Thanks to Ann Milam for finding this. So how do you feel about this name for our hockey team. As the author notes, ” I thought, “I can’t wait to go to a hockey game!” Can you imagine how much fun it will be to be in the crowd when the announcers yell, “Release the Kraken!” and the fans flails their arms like squid tentacles while the players skate out into the ice? I’m hoping for some tentacle-y homemade costumes, too.”

After word that the new Seattle hockey team would be named Seattle Kraken , UW News caught up with Poyer to learn more about some of the mythology behind Seattle’s newest cryptid creature.

The idea of mythical sea creatures in Nordic mythology dates back centuries. Why were sea creatures such a big part of ancient lore?
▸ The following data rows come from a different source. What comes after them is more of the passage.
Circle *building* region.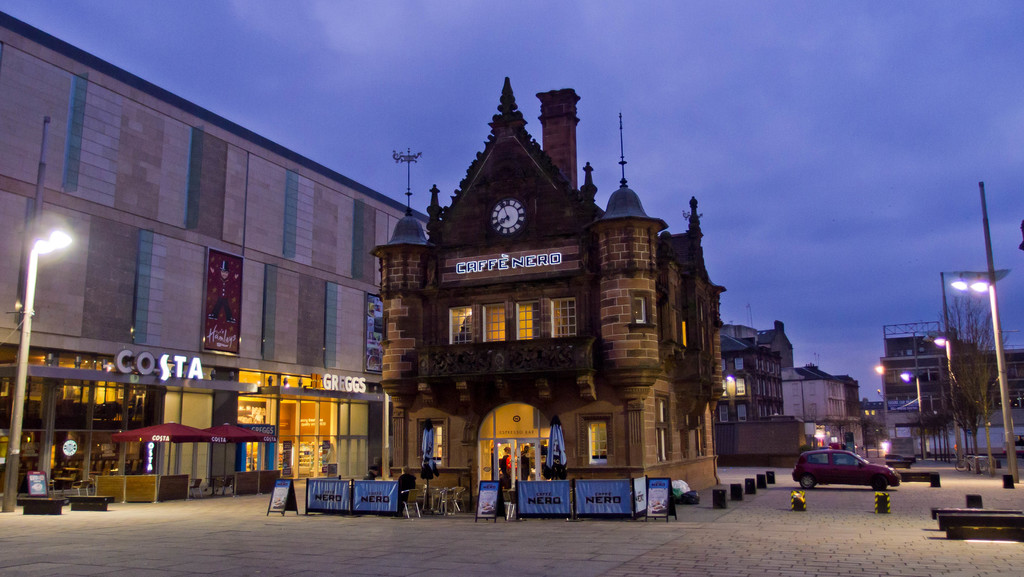
Region: <region>883, 274, 1023, 460</region>.
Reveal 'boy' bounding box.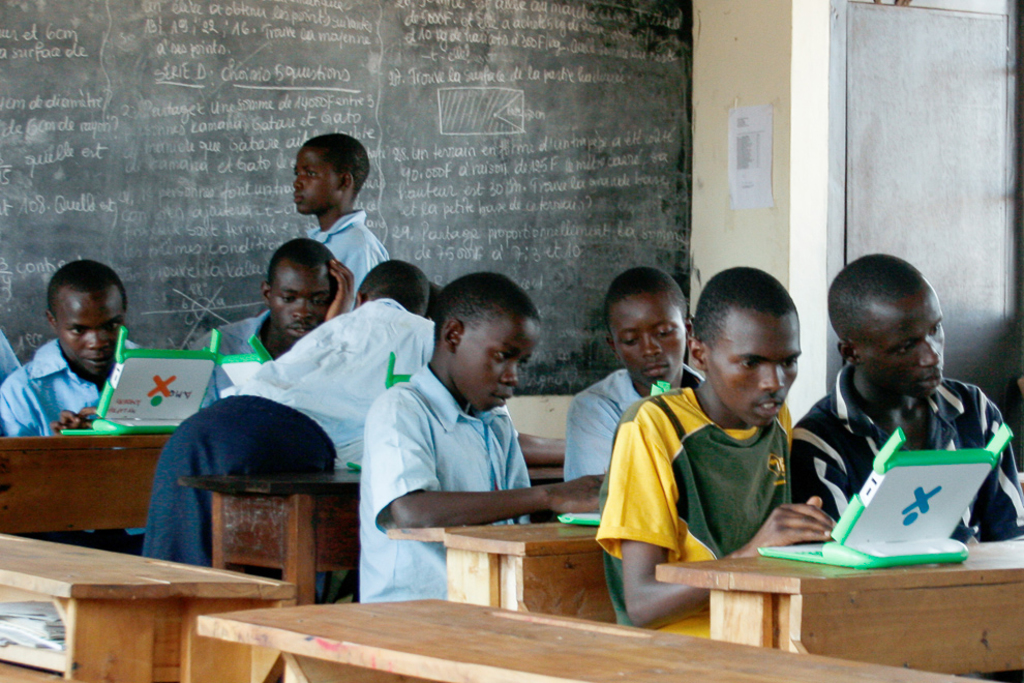
Revealed: [x1=146, y1=295, x2=448, y2=574].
Stories about sea monsters are not unique to Scandinavia, but Scandinavian folklore certainly has a lot of them! People in medieval Scandinavia spent a lot of time by and on the sea. Oftentimes we think of the stories they tell about creatures like sea monsters as evidence that people in the past were less knowledgeable about their environment than we are today, but I would argue that the opposite is true. The average person in medieval Scandinavia would have known a lot about their local environment; they would have been familiar with using birds to navigate, for example, with using fish to estimate ocean depth, with reading the skies to predict weather, the list goes on. Stories about sea monsters, I think, reflect more than just a sense of mystery or fear of the open ocean: They reflect an understanding that living creatures in the sea, and even the sea itself, have their own knowledge and their own agendas, only some of which we humans will ever understand.A UW psychology professors explains the science behind real-life kraken here.

In Scandinavian folklore, the kraken wasn’t always an octopus-like creature. In medieval times, people believed the kraken was a giant whale. Can you tell us more?

The word kraken is a Scandinavian loanword into English, but it does not actually appear in the medieval written record in Scandinavia. Two different 13th-century Scandinavian texts use the name hafgufa (“sea-mist”) for a particular sea monster that lives at the bottom of the sea, which modern readers identify as the kraken. It’s important to note, though, that the earlier of these two texts, the Konungs skuggsjá, or King’s Mirror, which is a bit like a medieval encyclopedia, does not describe the kraken destroying ships. Instead, the kraken is just a very large sea creature that has a peculiar way of hunting: It opens its mouth very wide and regurgitates food to attract fish. Once the fish have gathered around its mouth, it slams its jaw shut and captures all of the surrounding fish in its mouth, which sounds a lot like whales and schools of fish all gathering to feast on krill. The later text, the legendary Örvar-Odds saga, describes a hafgufa that has been sent by an evil sorcerer to sink the hero’s ship. Medieval people loved high fantasy tales of adventure as much as we do!